I won't bore you with the details of that belaboured introduction to the characters and the conflicts at the acid-high heart of R.I.P., except to say, as of that story, The Caped Crusader has a kid - the brat Damien Wayne, born of Bruce's dalliances with Talia Al'Ghul, the demon's daughter - and a new arch enemy in the shape of The Black Glove, a secret organisation of super-rich individuals intent on bringing down The Dark Knight. These three stories were tolerable enough, but not at all remarkable in the sense I'd been expecting... all melodrama and false jeopardy. Business as usual, basically.
Still I figured they'd resolve into something
more, if not as things themselves then as parts of the whole; when their place in the grand design Grant Morrison
went on and on about while writing
R.I.P. was revealed. I know now that this was rather charitable of me.
When I finally caught up to the events of R.I.P., I found, not entirely to my surprise, that I still hadn't the slightest what was happening... but this time, I pushed through. This time I understood that it wasn't meant to make a lick of sense, because R.I.P. isn't, in fact, about the death of Batman - although in a manner of speaking Batman dies both before and after the events related in this arc, for whatever that's worth.
Rather, R.I.P. is about Batman losing it. It's about the inherent madness of what Batman does finally getting the better of Bruce Wayne. And no-one does madness better than the madman Morrison.
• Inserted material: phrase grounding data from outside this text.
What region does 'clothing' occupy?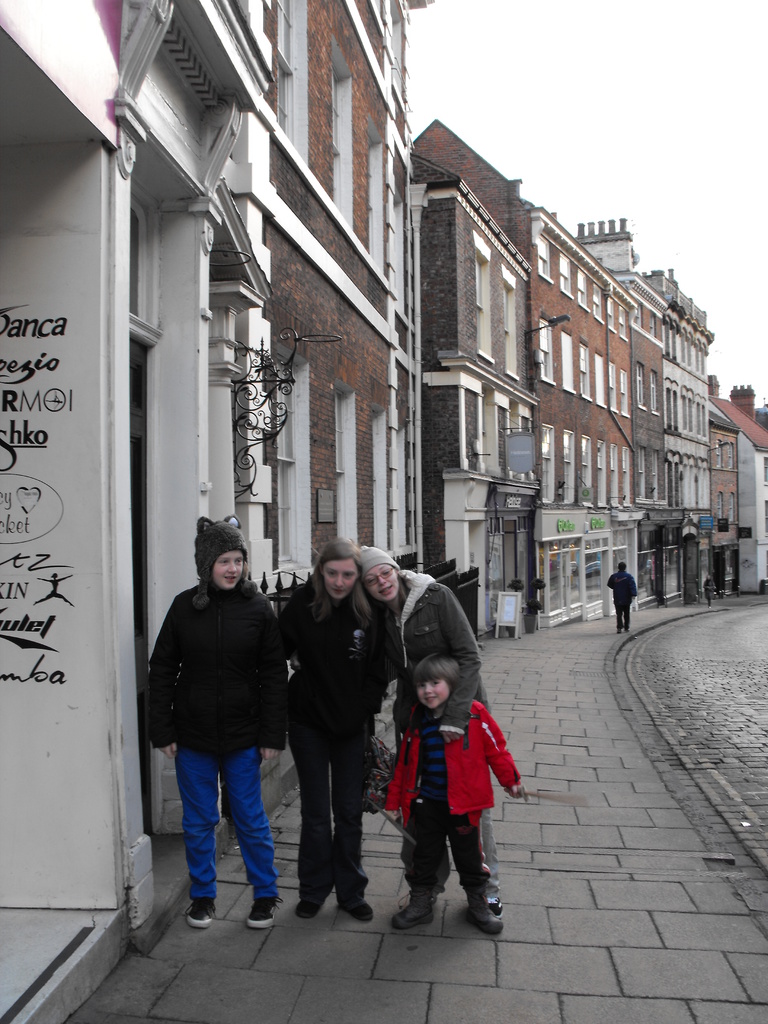
(137, 561, 287, 909).
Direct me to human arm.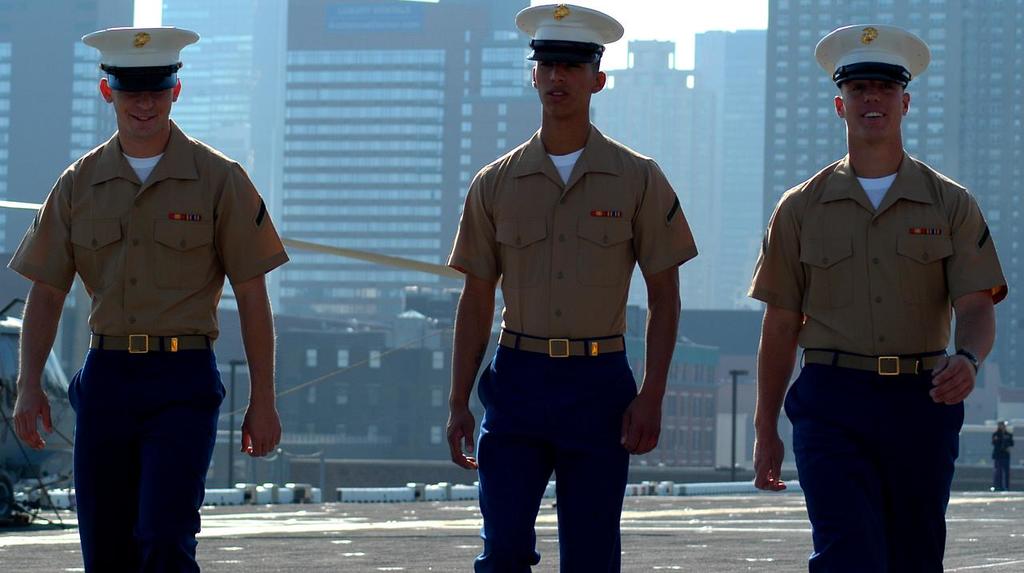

As a narrative, R.I.P. is an absurd, fractured, fearsome thing. Don't go into it expecting a quick fix: a breaking of the Bat a la Bane's five minutes of fame circa Knightfall. This is an elaborate deconstruction of heroism's very premise, by way of one man in and out of tights; an hallucinatory interrogation of the cost of living as Bruce Wayne has endeavoured to live, which is to say in two: split down the middle his entire adult life, and coming apart now (with a little help from his friends) at the seams.
Sadly, or happily, depending on your perspective - Grant Morrison certainly has his detractors - R.I.P. is neither the beginning nor the end of Batman's torturous undoing. Never mind what all comes before it - a mixed bag of overwrought nonsense juxtaposed with moments of marvelous clarity make these establishing arcs something of a zero sum equation - what happens after is as much as part of R.I.P. as the core storyline: from Last Rites to Final Crisis to The Battle for the Cowl and beyond.

Now on the one hand I'm impressed that DC had the sheer gall to follow through on the events of
R.I.P. so resolutely; only now that they've hit reset via the New 52 is the fallout properly behind us... and I'm not completely convinced that there isn't more of Morrison's mad Batman to come. However, on the other: I've been longing for this story to come to a close for months. God knows how it must have felt for those poor souls buying the monthlies as and when they came out.
The Dark Knight is dead.
Long live The Dark Knight?
Well, I guess. Plenty good has come of R.I.P., assuredly, and plenty bad. So I guess we're basically back where we started... beginning again, but with Bruce Wayne's midlife crisis behind us, at last. I wouldn't say Grant Morrison's run on Batman was a long road to nowhere, exactly, but nor did I find the journey contained or restrained enough to reap much meaning from.
On the bright side, I had some fun, and at least now it's done. But whatever the pull of the core story - and there is a power to it (now you see it, now you don't) - I don't think I'd recommend R.I.P. to any but the most devoted Batman fans, or Grant Morrison admirers.
And new readers be warned: this vast event may be the exact opposite of an ideal jumping-on point. You can't go wrong with Frank Miller's wonderful Year One, or the aforementioned Arkham Asylum. With Batman: R.I.P, you can.